Figure 3. MO diagrams for octahedral crystal field: distribution of six valence electrons in high-spin and low-spin Fe(II)-complexes
2.3. Fundamental reactions that play a key role in iron catalysis
Halogen-metal exchange, ligand exchange, insertion, haptotropic migration, transmetallation, oxidative addition, reductive elimination, β-hydride elimination and demetallation are fundamental reactions that play a key role in transition metal catalysis.
Oxidative addition (Scheme 1) is generally observed in d8 systems such as Pd(II), Ni(II), Ir(I), Rh(I), Co(I), Os(0), and also for iron it is possible that the oxidation state increases from (0) to (II). The reactivity for this elemental reaction step increases from right to left in the periodic table and from top to bottom within the respective triad. It is furthermore influenced by the ligand sphere:
strong σ-donor ligands and poor π-acceptor ligands favor the oxidative addition due to increased electron density at the metal.

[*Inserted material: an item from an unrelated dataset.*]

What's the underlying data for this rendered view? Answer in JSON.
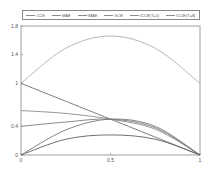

16 Scheme 1. Oxidative addition
Another important reaction is the insertion; hydroformylation[14] and alkene polymerization are well-known industrial processes. Scheme 2 shows how carbon monoxide is used to obtain aldehydes and ketones from the carbonylation of alkyl groups.

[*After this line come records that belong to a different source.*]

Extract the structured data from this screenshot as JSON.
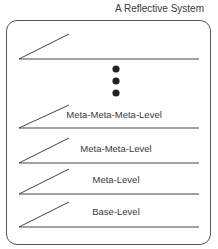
{
  "diagram": {
    "title": "A Reflective System",
    "levels": [
      {
        "label": "",
        "line_y": 59
      },
      {
        "label": "Meta-Meta-Meta-Level",
        "line_y": 128
      },
      {
        "label": "Meta-Meta-Level",
        "line_y": 163
      },
      {
        "label": "Meta-Level",
        "line_y": 194
      },
      {
        "label": "Base-Level",
        "line_y": 227
      }
    ],
    "ellipsis": "vertical-dots",
    "colors": {
      "stroke": "#444444",
      "dots": "#222222",
      "text": "#3a3a3a"
    }
  }
}
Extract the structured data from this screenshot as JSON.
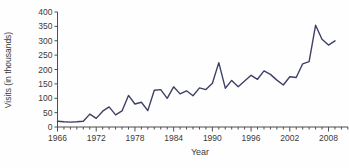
{
  "chart_data": {
    "type": "line",
    "title": "",
    "xlabel": "Year",
    "ylabel": "Visits (in thousands)",
    "x": [
      1966,
      1967,
      1968,
      1969,
      1970,
      1971,
      1972,
      1973,
      1974,
      1975,
      1976,
      1977,
      1978,
      1979,
      1980,
      1981,
      1982,
      1983,
      1984,
      1985,
      1986,
      1987,
      1988,
      1989,
      1990,
      1991,
      1992,
      1993,
      1994,
      1995,
      1996,
      1997,
      1998,
      1999,
      2000,
      2001,
      2002,
      2003,
      2004,
      2005,
      2006,
      2007,
      2008,
      2009
    ],
    "values": [
      20,
      18,
      17,
      18,
      20,
      45,
      30,
      55,
      70,
      42,
      56,
      110,
      80,
      86,
      57,
      128,
      130,
      100,
      140,
      115,
      126,
      109,
      136,
      130,
      152,
      224,
      135,
      162,
      140,
      160,
      180,
      166,
      195,
      183,
      163,
      146,
      175,
      172,
      220,
      227,
      354,
      305,
      285,
      300
    ],
    "ylim": [
      0,
      400
    ],
    "yticks": [
      0,
      50,
      100,
      150,
      200,
      250,
      300,
      350,
      400
    ],
    "xtick_labeled_years": [
      1966,
      1972,
      1978,
      1984,
      1990,
      1996,
      2002,
      2008
    ],
    "xtick_minor_step_years": 1,
    "x_axis_last_tick_year": 2011,
    "grid": "off",
    "legend": "none",
    "line_color": "#3e4066",
    "axis_color": "#4d4d4d",
    "text_color": "#3a3a3a",
    "background": "#fefefe"
  }
}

Scheme 2. Example of insertion of carbon monoxide
The reductive elimination (last step in Scheme 2) releases the organic product in a concerted mechanism, in which the electron count of the metal is reduced by two. A potential limiting aspect for iron catalysis is the tendency for coordinative saturation; in diene-iron complexes, for example, the dissociation of a ligand or the reductive elimination is not favored, and the free ligand can be obtained after the removal of the iron by demetallation. This usually requires harsh oxidative conditions, which oftentimes led to the decomposition of the complex by giving inert iron oxides, while at the same time, such strong conditions might also destroy sensitive organic ligands.
Consequentially, milder conditions are needed to obtain the desired product. For example, in iron- mediated [2+2+1] cycloadditions, the demetallation of the (η4-cyclopentadienone)iron tricarbonyl complexes is achieved by using a different method [see paragraph 3.3.5, Scheme 48].[15]
2.4. Importance of the ligands
Homogeneous transition metal based catalysis has seen a rapid growth in recent years, mainly thanks to the selectivity (chemo, regio, stereo) requirements, which is highly desirable for new processes and products, but also because of an environmental advantage related to the minimization of side products according to “green chemistry”.[16]
A ligand is the keystone of a catalytic system and allows to tune the reactivity and selectivity by modifying its steric and/or electronic properties, in order to improve the catalytic properties of
17 the complex.[17] For these reasons, the properties of a complex are defined by the interaction between the ligands and the metal center. The metal complex can be stabilized by tri- and tetradentate ligands which can bear phosphorus and/or nitrogen donors such as porphyrins or diiminodiphospine.
Ligands can be also modified for specific needs and stability,[18] and in many cases their structures are not affected during the reaction, acting as “spectators”.
The main drawback for base metals is their electronic structure, which is prone to one-electron redox changes, different from noble metals, that, as already mentioned, easily undergo two- electron redox changes, (e.g. Rh(I)/Rh(III), Ir(I)/Ir(III), Pd(0)/Pd(II)), which can be used to promote bond breaking or making. Overcoming this one-electron transfer tendency is a challenge, both for reactivity control as well as for stabilizing and maintaining the catalytic functions of the complexes.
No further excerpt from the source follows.